Brazil's sugar mills have already sold as much as three-quarters of their projected output for this season, far more than a year ago, limiting the risk that tumbling prices for the sweetener will drive them to use more of their cane to make ethanol instead.
New York raw sugar futures plunged below 20 cents a pound this week for the first time in 21 months, raising ideas that mills in Brazil, the world's top sugar producer, might earn more tending to the undersupplied domestic fuel market by making more ethanol. For the moment, the economic incentive is absent: as long as sugar prices remain above about 18.50 cents, selling cane is more profitable than selling ethanol, analysts estimate.
But even a further decline in prices may not prompt the kind of switching that could tighten the global sugar market. There are two reasons: the local currency has been weakening versus the dollar; and mills had already booked large forward sales before sugar prices slumped 25 percent over the past two months.
"At the moment, we're observing the market without any decision regarding a change to the mix," said Pedro Parente, President of Bunge Brasil, one of Brazil's biggest sugar and ethanol producers. He expected Bunge mills would use about 60 percent of their cane to produce sugar with the remainder going to ethanol production. Only one of Bunge's eight mills is a dedicated ethanol-only plant. The remainder make both products.
US commodity trader ADM estimates around 75 percent of forthcoming sugar production has been sold, compared with about 50 percent last year. The bulk of the sales were concluded at about 24-25 cents per lb, insulating producers from the drop in prices. The price drop "won't have any impact," Marco Antonio Rego, trade manager for sugar and ethanol at ADM, said at an agribusiness seminar hosted by the Sao Paulo commodities exchange BM&FBovespa this week.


TASK INSTRUCTIONS →
Copy out the data below as written; omit any images.
+ + + + + + +
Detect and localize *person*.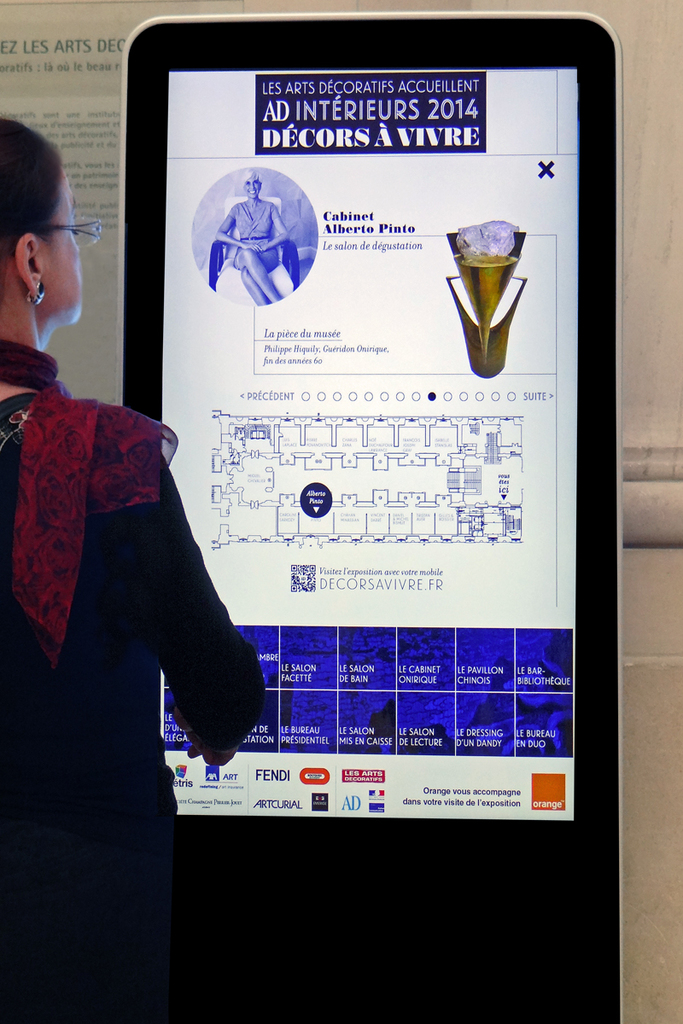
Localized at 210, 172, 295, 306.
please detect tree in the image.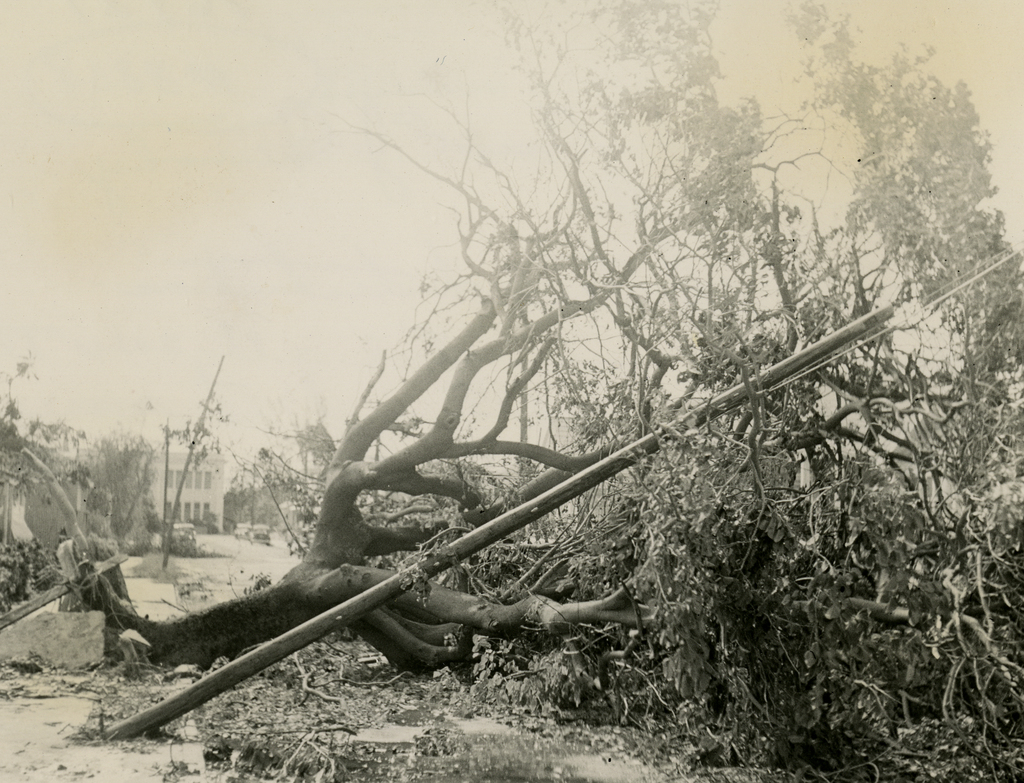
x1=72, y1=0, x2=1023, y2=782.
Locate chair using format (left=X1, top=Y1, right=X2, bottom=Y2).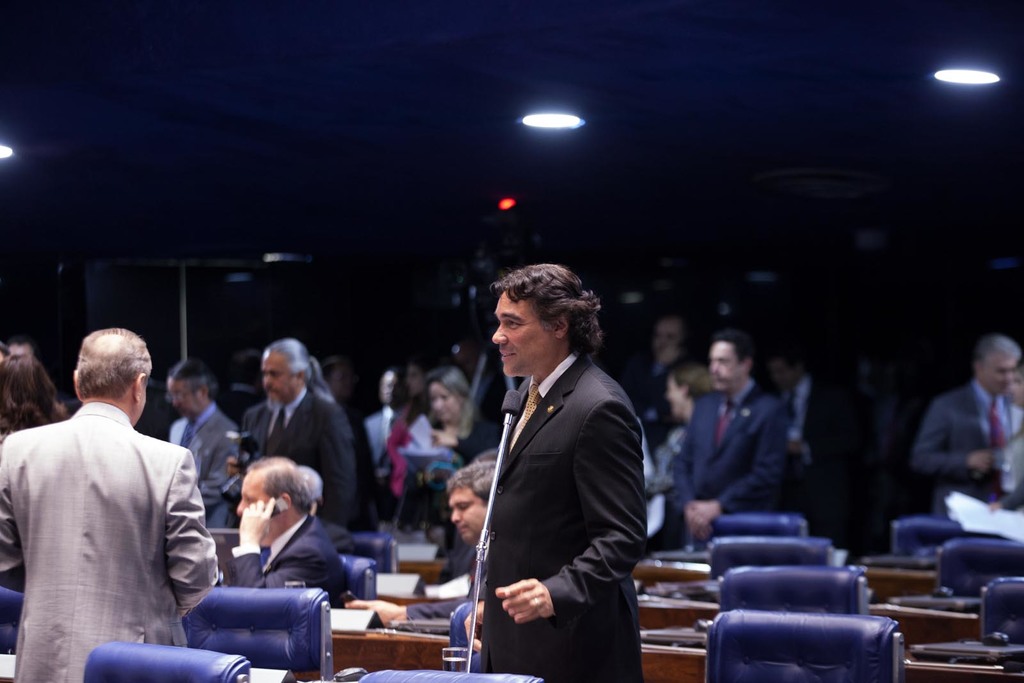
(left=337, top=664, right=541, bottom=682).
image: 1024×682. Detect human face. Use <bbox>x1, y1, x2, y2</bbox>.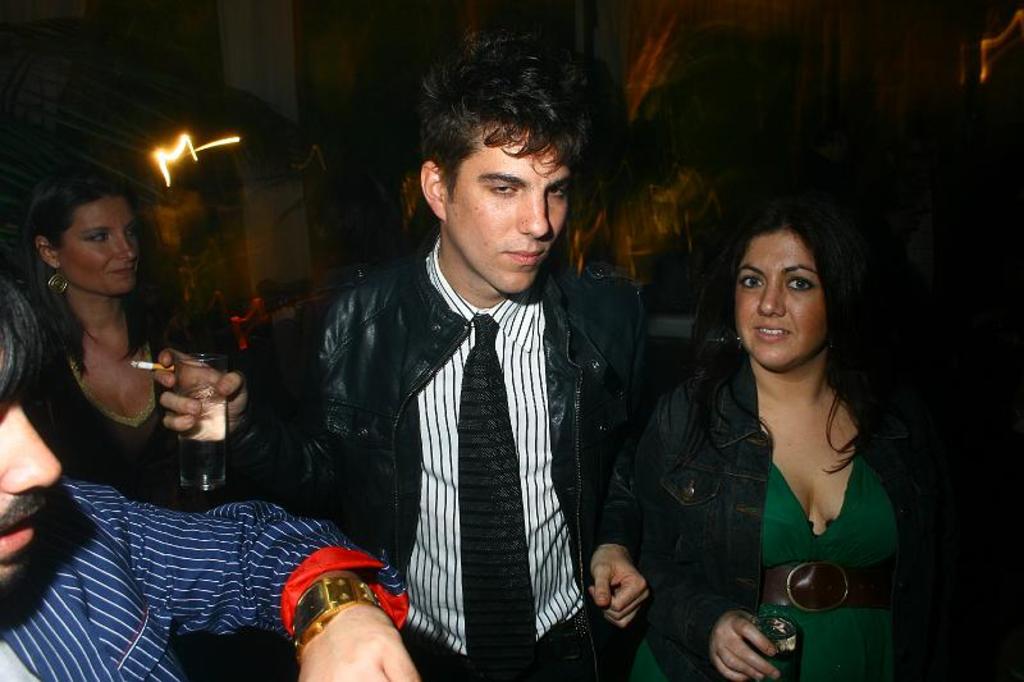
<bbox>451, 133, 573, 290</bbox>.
+ + + + + + +
OUTPUT BELOW →
Detect and localize *person*.
Localized at 210, 172, 295, 306.
please detect tree in the image.
x1=72, y1=0, x2=1023, y2=782.
Locate chair using format (left=X1, top=Y1, right=X2, bottom=Y2).
(left=337, top=664, right=541, bottom=682).
image: 1024×682. Detect human face. Use <bbox>x1, y1, x2, y2</bbox>.
<bbox>451, 133, 573, 290</bbox>.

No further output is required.